The Kenya Schools and Colleges Drama Festival is a series of student-theatre competitions in, held from January to April annually. Students across all learning institutions take part in these festivals. The competitive nature of these festivals provides an opportunity for participants to be creative in their submissions. The festivals feature many genres, including cultural creative dances. Traditional dances, as a sub-genre of orature, play are integral to the appreciation and maintenance of traditional cultures. They tell creative or literary stories orally and in a modern context. Therefore, this article seeks to articulate how cultural creative dances performed during drama festivals tell creative or literary stories orally. The study sought to describe the literary stories told and themes addressed through the dances, analyse the dramatic and oral literary features of these stories and the literary features included during performance and adjudication of cultural creative dances. The study used descriptive and analytical methods to underline important practical, philosophical, aesthetic, and psychological considerations in determining the artistic quality of cultural dances in Kenya’s Drama Festivals. It thus relied on qualitative data obtained through textual analysis, interviews, focus group discussions and participant observation. The study employed the performance theory and theatre semiotics to examine the unique literary quality of these dances.

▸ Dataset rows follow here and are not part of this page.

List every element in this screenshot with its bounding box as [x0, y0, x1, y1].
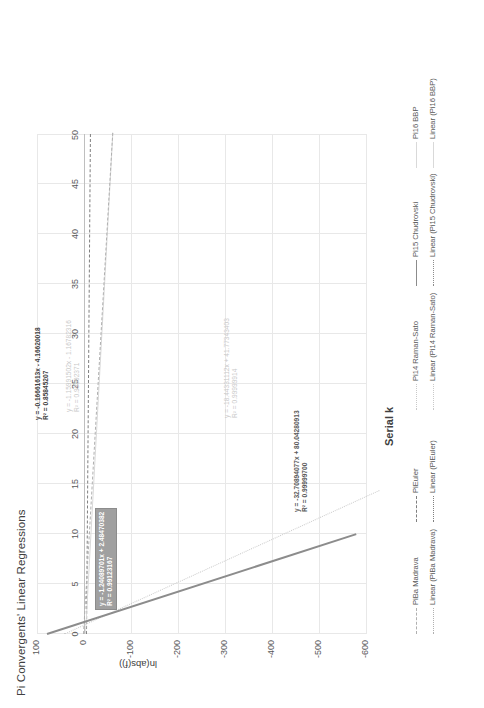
- equation-piba-madrava: y = -1.24089701x + 2.48470382 R² = 0.991…: [95, 508, 117, 610]
- equation-pi14-raman-sato: y = -18.44331112x + 41.77343403 R² = 0.9…: [223, 318, 239, 418]
- x-tick-label: 10: [70, 519, 80, 549]
- x-tick-label: 5: [70, 569, 80, 599]
- gridline-v: [37, 233, 367, 234]
- equation-pi15-chudrovski: y = -32.70894077x + 80.04280913 R² = 0.9…: [293, 410, 309, 512]
- legend-swatch-dash-icon: [416, 496, 417, 522]
- legend-swatch-dot-icon: [433, 608, 434, 634]
- y-tick-label: 100: [31, 640, 41, 680]
- gridline-h: [178, 134, 179, 634]
- series-line-pi15-chudrovski: [47, 533, 357, 635]
- y-tick-label: -200: [172, 640, 182, 680]
- legend-label: PiBa Madrava: [411, 557, 420, 605]
- gridline-v: [37, 183, 367, 184]
- gridline-h: [366, 134, 367, 634]
- legend-label: Pi15 Chudrovski: [411, 202, 420, 257]
- chart-title: Pi Convergents' Linear Regressions: [15, 276, 27, 696]
- gridline-v: [37, 283, 367, 284]
- legend-item-pi15-chudrovski[interactable]: Pi15 Chudrovski: [411, 202, 420, 286]
- legend-label: PiEuler: [411, 469, 420, 493]
- chart-legend: PiBa Madrava PiEuler Pi14 Raman-Sato Pi1…: [411, 74, 459, 634]
- gridline-v: [37, 433, 367, 434]
- x-axis-zero-line: [84, 134, 85, 634]
- legend-label: Linear (Pi14 Raman-Sato): [428, 293, 437, 381]
- legend-item-pi14-raman-sato[interactable]: Pi14 Raman-Sato: [411, 321, 420, 410]
- legend-item-linear-pi14-raman-sato[interactable]: Linear (Pi14 Raman-Sato): [428, 293, 437, 410]
- x-tick-label: 20: [70, 419, 80, 449]
- legend-swatch-solid-icon: [416, 260, 417, 286]
- rotated-figure-wrapper: Pi Convergents' Linear Regressions: [11, 12, 473, 696]
- y-axis-label: ln(abs(f)): [119, 659, 157, 670]
- x-axis-label: Serial k: [383, 407, 395, 446]
- legend-item-linear-piba-madrava[interactable]: Linear (PiBa Madrava): [428, 529, 437, 634]
- legend-swatch-dot-icon: [433, 260, 434, 286]
- legend-label: Pi16 BBP: [411, 106, 420, 139]
- legend-swatch-solid-icon: [433, 142, 434, 168]
- screenshot-page: Pi Convergents' Linear Regressions: [0, 0, 484, 708]
- gridline-h: [319, 134, 320, 634]
- equation-pi16-bbp: y = -1.15991502x - 1.16782316 R² = 0.999…: [65, 320, 81, 412]
- x-tick-label: 35: [70, 269, 80, 299]
- legend-label: Linear (PiEuler): [428, 440, 437, 493]
- x-tick-label: 50: [70, 120, 80, 150]
- legend-label: Pi14 Raman-Sato: [411, 321, 420, 381]
- legend-swatch-dash-icon: [416, 608, 417, 634]
- legend-swatch-dot-icon: [416, 384, 417, 410]
- legend-swatch-solid-icon: [416, 142, 417, 168]
- x-tick-label: 45: [70, 169, 80, 199]
- gridline-v: [37, 333, 367, 334]
- legend-item-pieuler[interactable]: PiEuler: [411, 469, 420, 522]
- legend-label: Linear (PiBa Madrava): [428, 529, 437, 605]
- legend-item-linear-pi15-chudrovski[interactable]: Linear (Pi15 Chudrovski): [428, 173, 437, 286]
- legend-item-pi16-bbp[interactable]: Pi16 BBP: [411, 106, 420, 168]
- legend-item-linear-pieuler[interactable]: Linear (PiEuler): [428, 440, 437, 522]
- legend-swatch-dot-icon: [433, 496, 434, 522]
- plot-area: 100 0 -100 -200 -300 -400 -500 -600 0 5 …: [37, 134, 367, 634]
- legend-item-linear-pi16-bbp[interactable]: Linear (Pi16 BBP): [428, 78, 437, 168]
- y-tick-label: -600: [360, 640, 370, 680]
- equation-pieuler: y = -0.16661613x - 4.16620018 R² = 0.858…: [34, 327, 50, 420]
- x-tick-label: 15: [70, 469, 80, 499]
- chart-figure: Pi Convergents' Linear Regressions: [11, 12, 473, 696]
- gridline-v: [37, 383, 367, 384]
- legend-swatch-dot-icon: [433, 384, 434, 410]
- y-tick-label: -400: [266, 640, 276, 680]
- y-tick-label: -500: [313, 640, 323, 680]
- x-tick-label: 40: [70, 219, 80, 249]
- gridline-v: [37, 134, 367, 135]
- legend-label: Linear (Pi16 BBP): [428, 78, 437, 139]
- gridline-h: [131, 134, 132, 634]
- y-tick-label: -300: [219, 640, 229, 680]
- legend-item-piba-madrava[interactable]: PiBa Madrava: [411, 557, 420, 634]
- legend-label: Linear (Pi15 Chudrovski): [428, 173, 437, 257]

The study found that cultural creative dances tell stories unique to the cultures from which they are composed. They also address themes of human or universal relevance out of those cultures. Moreover, cultural creative dances exhibit all features of literariness in terms of their composition. Some of these features make it to the stage performance and adjudication process. However, adjudication examines other technical aspects of production based on the themes prescribed for the festival by the government. This research underlines the place of cultural creative dance as dramatic genre and oral literary performance.